Wednesday, September 9, 2009

$837,000 later....


LOS ANGELES--Whether simple letters or elaborate, colorful designs, tagging--or graffiti--is considered vandalism and is getting a cover-up along some 100 miles of rivers, creeks, washes and channels of the Los Angeles County Drainage Area and Santa Ana River Basin. Crews from Corps of Engineers contractor BJD Resourcing are removing graffiti by water blasting rock-grouted surfaces. According to the project manager, the process helps keep the natural look of the surface.

"Other areas, where it’s a concrete wall or concrete embankment, we go ahead and cover it over with an approved paint, a waterway-safe paint," said Jeff Vaughn, project manager, BJD Resourcing.

A one-year, $837,000 contract, funded by the Recovery Act, was awarded to this small San Fernando business, to not only tackle a community nuisance, but give people jobs.

"Through this, we’ve brought on four crews; it’s given new employment to about eight personnel and it’s reorganized about three-to-four other personnel," said Vaughn.

BJD’s four crews, armed with two generator-powered sprayers and 135 gallons of paint each, cover a total of about 810-thousand square feet of concrete canvas per day. Not necessary to maintain channel function, the enhancement work reduces the amount of deferred maintenance within the Los Angeles District’s flood risk management program and improves the many projects in the area.

"People that live around and work in that community are proud to be there," said Kelly Howard, operations supervisor in the District’s asset management division. "With the graffiti and so forth—urban blight, basically—what we’re trying to do is clean up our assets and make them look presentable."

The initial clean-up of all areas is expected to be completed by December. The contractor will continue to monitor and paint over problem areas for the remainder of the year-long contract.



I love how we're in a recession and suppose to spend our money wisely on programs to benefit the greater good as a whole, but still this program and frame of thinking still happens. Oh your providing jobs for the unemployed by having them clean up graffiti in a canal/river thats not even accessible to the regular public, great job!

Why does it target graffiti clean up when we can clean up the streets that people actually walk on, invest money to stop crime in the city or a program that simply helps other people to help more people out an not just clean up urban blight. Graffiti supposedly destroys the environment and then in turn makes the surrounding neighbor hoods labeled "bad" or "unatractive". I bet those neighbor hoods already got dope dealers and crack heads before it got a problem with graffiti. I guess because graffiti is something you can point your finger at and can be seen morning, noon or night. They aren't around when the crack heads come out of their crawl space and continue to make that place a cesspool of crap, violence and sorrows.

Also, with this new budget LA had to postpone getting new books for the school system. As Maude Flaunders would say, "Why wont any body think of the children!??!"

The upper portion of this rant was taken from Revoks blog.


> _Problem to work on_
From the first line to the last, print the records exactly.

===============

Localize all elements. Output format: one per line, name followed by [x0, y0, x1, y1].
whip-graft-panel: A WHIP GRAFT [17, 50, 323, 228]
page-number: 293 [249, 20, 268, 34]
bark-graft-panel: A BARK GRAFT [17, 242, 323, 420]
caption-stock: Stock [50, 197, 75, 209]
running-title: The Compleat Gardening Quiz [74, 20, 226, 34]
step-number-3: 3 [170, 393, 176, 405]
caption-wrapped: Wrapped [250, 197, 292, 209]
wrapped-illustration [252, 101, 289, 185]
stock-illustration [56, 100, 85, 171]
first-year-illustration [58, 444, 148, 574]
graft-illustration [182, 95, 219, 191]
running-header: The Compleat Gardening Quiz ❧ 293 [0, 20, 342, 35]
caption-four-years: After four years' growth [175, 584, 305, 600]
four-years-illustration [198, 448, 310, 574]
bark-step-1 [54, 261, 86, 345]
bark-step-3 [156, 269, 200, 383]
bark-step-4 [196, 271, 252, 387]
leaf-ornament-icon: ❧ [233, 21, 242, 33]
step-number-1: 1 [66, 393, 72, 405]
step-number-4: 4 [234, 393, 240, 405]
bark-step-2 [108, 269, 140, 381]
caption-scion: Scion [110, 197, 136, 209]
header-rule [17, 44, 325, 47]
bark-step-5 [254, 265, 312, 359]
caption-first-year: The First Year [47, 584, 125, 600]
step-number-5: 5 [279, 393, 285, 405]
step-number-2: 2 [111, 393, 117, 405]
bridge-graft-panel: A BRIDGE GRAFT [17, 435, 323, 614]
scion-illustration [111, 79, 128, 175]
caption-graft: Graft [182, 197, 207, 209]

===============

> _Solution below_
Localize all elements. Output format: one per line, name followed by [x0, y0, x1, y1].
whip-graft-panel: A WHIP GRAFT [17, 50, 323, 228]
page-number: 293 [249, 20, 268, 34]
bark-graft-panel: A BARK GRAFT [17, 242, 323, 420]
caption-stock: Stock [50, 197, 75, 209]
running-title: The Compleat Gardening Quiz [74, 20, 226, 34]
step-number-3: 3 [170, 393, 176, 405]
caption-wrapped: Wrapped [250, 197, 292, 209]
wrapped-illustration [252, 101, 289, 185]
stock-illustration [56, 100, 85, 171]
first-year-illustration [58, 444, 148, 574]
graft-illustration [182, 95, 219, 191]
running-header: The Compleat Gardening Quiz ❧ 293 [0, 20, 342, 35]
caption-four-years: After four years' growth [175, 584, 305, 600]
four-years-illustration [198, 448, 310, 574]
bark-step-1 [54, 261, 86, 345]
bark-step-3 [156, 269, 200, 383]
bark-step-4 [196, 271, 252, 387]
leaf-ornament-icon: ❧ [233, 21, 242, 33]
step-number-1: 1 [66, 393, 72, 405]
step-number-4: 4 [234, 393, 240, 405]
bark-step-2 [108, 269, 140, 381]
caption-scion: Scion [110, 197, 136, 209]
header-rule [17, 44, 325, 47]
bark-step-5 [254, 265, 312, 359]
caption-first-year: The First Year [47, 584, 125, 600]
step-number-5: 5 [279, 393, 285, 405]
step-number-2: 2 [111, 393, 117, 405]
bridge-graft-panel: A BRIDGE GRAFT [17, 435, 323, 614]
scion-illustration [111, 79, 128, 175]
caption-graft: Graft [182, 197, 207, 209]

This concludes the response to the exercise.